I’m a good old rebel

Excepting that the South fought for slavery and rural feudalism, their nostalgia is libertarian. Is that the enduring emotional charge behind flying the Confederate flag? Hoyt Axton recorded I’m a Good Old Rebel as being a “song of the Civil War,” but the spirit is decidedly Post.

I’m a Good Old Rebel
 
Oh, I’m a good old rebel, now that’s just what I am.
For this here land of freedom I do not give a damn.
I’m glad I fought against it, I only wish we’d won.
I ain’t asked any pardon for anything I’ve done.
 
I hates the Yankee nation and eveythin’ they do.
I hates the Declaration of Independence too.
I hates the glorious union, ’tis dripping with our blood.
I hates the striped banner, I fought it all I could.
 
I rode with Robert E. Lee for three years there about.
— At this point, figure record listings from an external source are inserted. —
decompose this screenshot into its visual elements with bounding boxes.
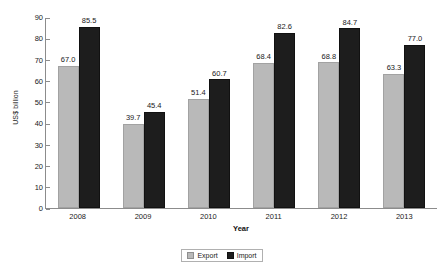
legend-label: Export xyxy=(197,252,217,259)
plot-area: 0102030405060708090 67.085.539.745.451.4… xyxy=(45,18,437,209)
y-axis-tick-label: 30 xyxy=(35,142,46,150)
bar-value-label: 68.8 xyxy=(321,53,336,61)
bar-column-export: 67.0 xyxy=(58,18,79,208)
y-axis-tick-label: 60 xyxy=(35,78,46,86)
bar-value-label: 84.7 xyxy=(342,19,357,27)
legend-box: ExportImport xyxy=(181,249,262,262)
bar-value-label: 85.5 xyxy=(82,17,97,25)
y-axis-title: US$ billion xyxy=(4,0,26,215)
bar-value-label: 51.4 xyxy=(191,89,206,97)
bar-import-2010[interactable] xyxy=(209,79,230,208)
bar-value-label: 68.4 xyxy=(256,53,271,61)
bar-value-label: 45.4 xyxy=(147,102,162,110)
bar-group: 63.377.0 xyxy=(372,18,437,208)
legend-swatch-icon xyxy=(187,252,194,259)
bar-export-2011[interactable] xyxy=(253,63,274,208)
bar-value-label: 82.6 xyxy=(277,23,292,31)
bar-import-2009[interactable] xyxy=(144,112,165,208)
bar-import-2008[interactable] xyxy=(79,27,100,208)
bar-column-import: 60.7 xyxy=(209,18,230,208)
x-axis-tick-label: 2012 xyxy=(306,210,371,224)
y-axis-title-label: US$ billion xyxy=(12,90,19,125)
y-axis-tick-label: 40 xyxy=(35,120,46,128)
y-axis-tick-label: 70 xyxy=(35,57,46,65)
legend-swatch-icon xyxy=(227,252,234,259)
bar-chart: US$ billion 0102030405060708090 67.085.5… xyxy=(0,0,444,277)
x-axis-tick-label: 2008 xyxy=(45,210,110,224)
bar-column-export: 51.4 xyxy=(188,18,209,208)
bar-column-export: 63.3 xyxy=(383,18,404,208)
bar-column-export: 68.8 xyxy=(318,18,339,208)
legend-item-export[interactable]: Export xyxy=(187,252,217,259)
bar-import-2012[interactable] xyxy=(339,28,360,208)
bar-column-import: 77.0 xyxy=(404,18,425,208)
bar-export-2012[interactable] xyxy=(318,62,339,208)
bar-export-2010[interactable] xyxy=(188,99,209,208)
bar-column-export: 68.4 xyxy=(253,18,274,208)
bar-value-label: 39.7 xyxy=(126,114,141,122)
y-axis-tick-label: 50 xyxy=(35,99,46,107)
bar-export-2013[interactable] xyxy=(383,74,404,208)
bar-column-import: 85.5 xyxy=(79,18,100,208)
bar-import-2011[interactable] xyxy=(274,33,295,208)
bar-group: 51.460.7 xyxy=(176,18,241,208)
y-axis-tick-label: 90 xyxy=(35,14,46,22)
chart-legend: ExportImport xyxy=(0,249,444,262)
bar-value-label: 67.0 xyxy=(61,56,76,64)
bar-group: 67.085.5 xyxy=(46,18,111,208)
bar-group: 68.884.7 xyxy=(307,18,372,208)
x-axis-tick-label: 2009 xyxy=(110,210,175,224)
bar-value-label: 77.0 xyxy=(408,35,423,43)
legend-label: Import xyxy=(237,252,257,259)
bar-value-label: 60.7 xyxy=(212,70,227,78)
y-axis-tick-label: 80 xyxy=(35,35,46,43)
y-axis-tick-label: 10 xyxy=(35,184,46,192)
bar-column-export: 39.7 xyxy=(123,18,144,208)
bar-groups: 67.085.539.745.451.460.768.482.668.884.7… xyxy=(46,18,437,208)
x-axis-tick-label: 2011 xyxy=(241,210,306,224)
bar-column-import: 45.4 xyxy=(144,18,165,208)
bar-group: 39.745.4 xyxy=(111,18,176,208)
bar-import-2013[interactable] xyxy=(404,45,425,208)
bar-value-label: 63.3 xyxy=(387,64,402,72)
bar-group: 68.482.6 xyxy=(242,18,307,208)
bar-export-2008[interactable] xyxy=(58,66,79,208)
x-axis-tick-label: 2013 xyxy=(372,210,437,224)
bar-export-2009[interactable] xyxy=(123,124,144,208)
bar-column-import: 82.6 xyxy=(274,18,295,208)
x-axis-tick-labels: 200820092010201120122013 xyxy=(45,210,437,224)
x-axis-tick-label: 2010 xyxy=(176,210,241,224)
bar-column-import: 84.7 xyxy=(339,18,360,208)
legend-item-import[interactable]: Import xyxy=(227,252,257,259)
y-axis-tick-label: 20 xyxy=(35,163,46,171)
x-axis-title: Year xyxy=(45,224,437,233)
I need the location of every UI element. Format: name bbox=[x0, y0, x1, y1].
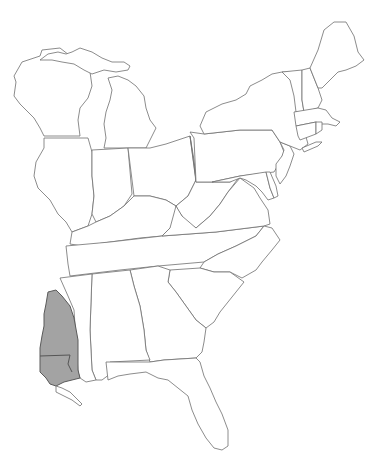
state-michigan-lower bbox=[104, 76, 156, 148]
state-illinois bbox=[34, 138, 94, 232]
state-maine bbox=[310, 22, 364, 88]
gulf-coast-marsh bbox=[56, 386, 82, 406]
state-rhode-island bbox=[316, 122, 322, 134]
eastern-us-map bbox=[0, 0, 379, 471]
state-florida bbox=[106, 358, 228, 450]
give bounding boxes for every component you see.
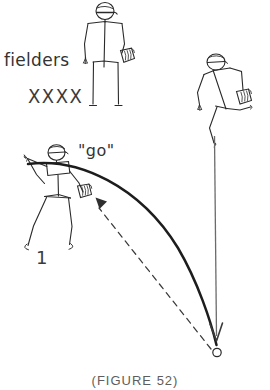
baseball-glove-icon <box>237 89 252 104</box>
ball-marker-icon <box>213 348 221 356</box>
running-fielder-figure-icon <box>198 54 253 147</box>
figure-canvas: fielders XXXX "go" 1 (FIGURE 52) <box>0 0 270 390</box>
go-call-label: "go" <box>78 143 115 159</box>
bare-hand-icon <box>84 58 88 64</box>
batter-figure-icon <box>24 145 92 250</box>
vertical-drop-line-icon <box>215 136 217 336</box>
fielders-label: fielders <box>4 52 69 69</box>
fielder-x-marks-label: XXXX <box>28 88 83 107</box>
dashed-return-throw-arrow-icon <box>96 198 212 350</box>
figure-caption: (FIGURE 52) <box>0 374 270 387</box>
ball-trajectory-curve-icon <box>28 163 217 345</box>
standing-fielder-figure-icon <box>84 3 135 106</box>
baseball-glove-icon <box>121 48 135 62</box>
bare-hand-icon <box>198 105 202 111</box>
baseball-glove-icon <box>78 184 92 198</box>
batter-number-label: 1 <box>36 249 47 267</box>
bare-hand-icon <box>24 155 28 161</box>
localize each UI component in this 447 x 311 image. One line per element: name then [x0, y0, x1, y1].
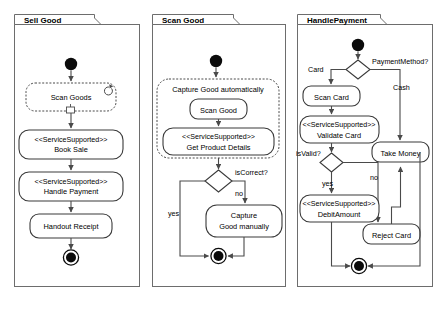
group-capture-good-automatically[interactable]: Capture Good automatically Scan Good <<S… [157, 79, 279, 158]
node-get-product-details-label: Get Product Details [186, 143, 250, 152]
node-reject-card-label: Reject Card [372, 231, 411, 240]
edge-label-no-scan-good: no [235, 189, 243, 198]
node-get-product-details[interactable]: <<ServiceSupported>> Get Product Details [163, 128, 274, 155]
node-reject-card[interactable]: Reject Card [363, 224, 420, 244]
node-handout-receipt[interactable]: Handout Receipt [30, 214, 112, 238]
activity-diagram-canvas: Sell Good Scan Goods <<ServiceSupported>… [0, 0, 447, 311]
edge-label-yes-handle-payment: yes [322, 179, 334, 188]
initial-node-sell-good [65, 58, 77, 70]
final-node-scan-good [211, 248, 226, 263]
edge-label-yes-scan-good: yes [168, 209, 180, 218]
group-capture-good-automatically-label: Capture Good automatically [172, 85, 264, 94]
node-get-product-details-stereotype: <<ServiceSupported>> [182, 133, 255, 141]
edge-label-no-handle-payment: no [370, 173, 378, 182]
node-handle-payment-label: Handle Payment [44, 187, 99, 196]
node-handle-payment[interactable]: <<ServiceSupported>> Handle Payment [19, 172, 123, 201]
node-debit-amount-stereotype: <<ServiceSupported>> [303, 200, 376, 208]
initial-node-handle-payment [352, 39, 364, 51]
node-scan-good[interactable]: Scan Good [190, 99, 247, 119]
node-scan-goods[interactable]: Scan Goods [26, 83, 116, 113]
panel-handle-payment: HandlePayment PaymentMethod? Card Cash S… [296, 15, 433, 287]
node-debit-amount-label: DebitAmount [318, 210, 361, 219]
decision-payment-method-label: PaymentMethod? [372, 57, 428, 66]
node-capture-good-manually-shape [206, 205, 282, 237]
initial-node-scan-good [210, 55, 222, 67]
node-validate-card-label: Validate Card [317, 131, 361, 140]
node-debit-amount[interactable]: <<ServiceSupported>> DebitAmount [300, 195, 379, 222]
edge-label-card: Card [308, 65, 324, 74]
final-node-sell-good [63, 250, 78, 265]
node-scan-good-label: Scan Good [200, 106, 237, 115]
node-scan-goods-label: Scan Goods [51, 93, 92, 102]
node-capture-good-manually[interactable]: Capture Good manually [206, 205, 282, 237]
node-validate-card-stereotype: <<ServiceSupported>> [303, 121, 376, 129]
node-handout-receipt-label: Handout Receipt [43, 222, 98, 231]
final-node-handle-payment [351, 258, 366, 273]
node-capture-good-manually-label-line1: Capture [231, 211, 257, 220]
node-capture-good-manually-label-line2: Good manually [219, 222, 269, 231]
decision-is-correct-label: isCorrect? [235, 168, 268, 177]
node-scan-card[interactable]: Scan Card [303, 86, 360, 106]
panel-title-scan-good: Scan Good [162, 16, 204, 25]
node-take-money-label: Take Money [381, 149, 421, 158]
node-book-sale-stereotype: <<ServiceSupported>> [35, 136, 108, 144]
panel-title-sell-good: Sell Good [24, 16, 61, 25]
node-handle-payment-stereotype: <<ServiceSupported>> [35, 178, 108, 186]
node-book-sale-label: Book Sale [54, 145, 88, 154]
panel-scan-good: Scan Good Capture Good automatically Sca… [153, 15, 286, 287]
panel-sell-good: Sell Good Scan Goods <<ServiceSupported>… [15, 15, 140, 287]
decision-is-valid-label: isValid? [296, 149, 321, 158]
node-book-sale[interactable]: <<ServiceSupported>> Book Sale [19, 130, 123, 159]
edge-label-cash: Cash [393, 83, 410, 92]
node-scan-card-label: Scan Card [314, 93, 349, 102]
node-validate-card[interactable]: <<ServiceSupported>> Validate Card [300, 116, 379, 143]
panel-title-handle-payment: HandlePayment [307, 16, 367, 25]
Got wounded in four places and I starved at Point Lookout.
I caught the rheumatism a campin’ in the snow,
But I killed a chance of Yankees, and I’d like to kill some more.
 
Three hundred thousand Yankees is stiff in Southern dust.
We got three hundred thousand before they conquered us.
They died of Southern fever and Southern steel and shot.
I wished it was three million, instead of what we got.
 
I can’t take up my musket and fight ’em down no more,
But I ain’t a-goin’ to love them now, that is certain sure.
I won’t be reconstructed, I’m better now than them.
And for that carpetbagger, I don’t give a damn.
 
Oh, I’m a good old rebel, now that’s just what I am
And for this Yankee nation I do no give a damn.
I’m glad I fought against her, I only wish we’d won.
I ain’t asked any pardon for anything I’ve done.